Nataliya Kubasova joins the Primary Care Center (PCC) of Monticello as a true student of medicine. The Belarus, Russia native completed a three-year medical residency at Union Hospital in Terre Haute, Indiana earlier this year as she continues in the family tradition of practicing medicine as well as being a lifelong student of medicine in order to keep up with the pace of increasing medical technology.

I first encountered the latest physician to be added to the PCC medical staff a few weeks ago during a staff luncheon, although I only knew her name and some of her credentials on paper it wasn’t hard to place the face. It was what I would call her SSS demeanor (silent, strong and stoic) coupled with those fiercely blonde tresses and mesmerizing green eyes that spoke Russian to me.

Her cultural attributes, likely different from the preponderance of patients she will serve here, seem to me to be an added plus. Dr. Kubasova explained that the Russian education system was very different than our American structure. Following 10 years of rigorous schooling in Belarus (years equivalent to our elementary, middle and high school combined), Nataliya entered medical school in Russia at age 16. She knew early on that medicine was for her, after all it is in her genes—her mother was an OB-GYN in Russia. As a youth, Nataliya remembered the energy, care, and long days that her mother, now retired, would put into her work in an effort to better the welfare of others.

“She put in lots of hours in hospital. I saw how she made her patients happier and healthier. I wanted that for myself—to be able to help,” said Dr. Kubasova.

The new PCC physician said that she liked the idea of generational medicine—being able to help the young and the elderly. So she often spends her time researching topics from pediatrics to geriatrics when not intensely evaluating patient medical charts—which is where she quietly vanished to following that PCC staff luncheon a few weeks ago when I first met her.

So just how did she get to Monticello, Georgia from Russia? Well love brought her to America and career landed her in Monticello, although she did not word it like that. She met her American husband while he was traveling throughout Europe, and their courtship led them across the globe where she entered and completed her medical residency at Union Hospital in Terre Haute, Indiana. They live in Locust Grove where he commutes to work in sales with a disposable chemical company and she travels here.

Dr. Kubasova has always yearned to work in a small community, after all rural medicine was one of her concentrations in Indiana.

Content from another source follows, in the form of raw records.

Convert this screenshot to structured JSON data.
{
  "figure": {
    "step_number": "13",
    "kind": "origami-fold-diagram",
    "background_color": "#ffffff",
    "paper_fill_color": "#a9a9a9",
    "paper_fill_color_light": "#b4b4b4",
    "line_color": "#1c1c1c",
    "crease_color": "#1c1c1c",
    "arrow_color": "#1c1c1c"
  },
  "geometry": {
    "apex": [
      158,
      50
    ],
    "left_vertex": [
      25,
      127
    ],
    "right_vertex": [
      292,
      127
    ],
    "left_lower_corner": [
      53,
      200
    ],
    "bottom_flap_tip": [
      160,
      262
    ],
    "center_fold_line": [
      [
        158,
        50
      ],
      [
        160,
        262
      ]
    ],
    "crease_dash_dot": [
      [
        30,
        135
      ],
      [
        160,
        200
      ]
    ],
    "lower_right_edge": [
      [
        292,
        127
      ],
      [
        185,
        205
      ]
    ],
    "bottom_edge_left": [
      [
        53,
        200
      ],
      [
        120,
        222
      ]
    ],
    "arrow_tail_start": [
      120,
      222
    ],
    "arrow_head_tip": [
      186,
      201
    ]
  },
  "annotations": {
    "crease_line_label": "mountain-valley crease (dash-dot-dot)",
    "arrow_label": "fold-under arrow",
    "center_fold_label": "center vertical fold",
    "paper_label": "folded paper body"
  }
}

“I like everything about medicine. There are a lot of new changes in medicine so you must study every day,” she said. “I believe in developing the brain every day—mental exercise— in order to help others.”

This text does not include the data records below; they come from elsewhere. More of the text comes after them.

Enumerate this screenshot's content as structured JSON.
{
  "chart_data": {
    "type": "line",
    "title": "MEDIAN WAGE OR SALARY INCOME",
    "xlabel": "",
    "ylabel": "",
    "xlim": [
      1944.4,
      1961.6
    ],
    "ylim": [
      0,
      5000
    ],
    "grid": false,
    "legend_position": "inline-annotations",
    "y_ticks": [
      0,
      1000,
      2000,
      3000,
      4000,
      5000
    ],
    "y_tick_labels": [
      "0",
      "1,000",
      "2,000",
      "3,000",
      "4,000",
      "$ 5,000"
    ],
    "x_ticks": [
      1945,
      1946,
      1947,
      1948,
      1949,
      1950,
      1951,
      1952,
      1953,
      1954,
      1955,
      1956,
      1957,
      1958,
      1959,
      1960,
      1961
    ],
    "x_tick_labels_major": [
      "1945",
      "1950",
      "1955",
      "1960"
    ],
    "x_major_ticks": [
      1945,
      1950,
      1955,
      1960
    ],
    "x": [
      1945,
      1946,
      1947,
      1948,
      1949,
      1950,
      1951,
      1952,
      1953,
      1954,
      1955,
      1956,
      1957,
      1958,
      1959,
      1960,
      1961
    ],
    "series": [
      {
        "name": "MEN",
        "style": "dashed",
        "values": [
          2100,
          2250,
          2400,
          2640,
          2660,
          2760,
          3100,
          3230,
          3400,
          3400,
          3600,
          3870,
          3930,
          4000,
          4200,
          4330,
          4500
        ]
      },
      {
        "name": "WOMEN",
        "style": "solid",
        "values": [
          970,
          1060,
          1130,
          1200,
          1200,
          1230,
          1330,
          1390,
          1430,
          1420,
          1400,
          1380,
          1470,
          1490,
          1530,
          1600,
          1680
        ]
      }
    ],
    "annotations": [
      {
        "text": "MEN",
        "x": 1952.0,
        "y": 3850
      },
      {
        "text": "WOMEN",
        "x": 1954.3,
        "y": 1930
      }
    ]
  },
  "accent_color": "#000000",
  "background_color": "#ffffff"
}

I asked if she longed for her homeland much and her mother to which she said sometimes but then she noted that she travels home once or twice a year. As for her mom, they speak every day and she is expected to visit here next month. Keeping in the family tradition, Dr. Kubasova’s 22 year-old daughter is currently enrolled in medical school at Ross University in Dominica, West Indies. The youngest doctor in training, raised in America, graduated from Fayette High School and Georgia Tech.

Though Dr. Kubasova appears to be a woman of few words and is a little camera shy, she found all the right words to thank everyone who has welcomed her in Jasper County thus far.

“I am happy to be here. I like this town and everyone has been nice and polite. I appreciate the community accepting me as a doctor/physician. I will try to do everything to make people happy and healthier.”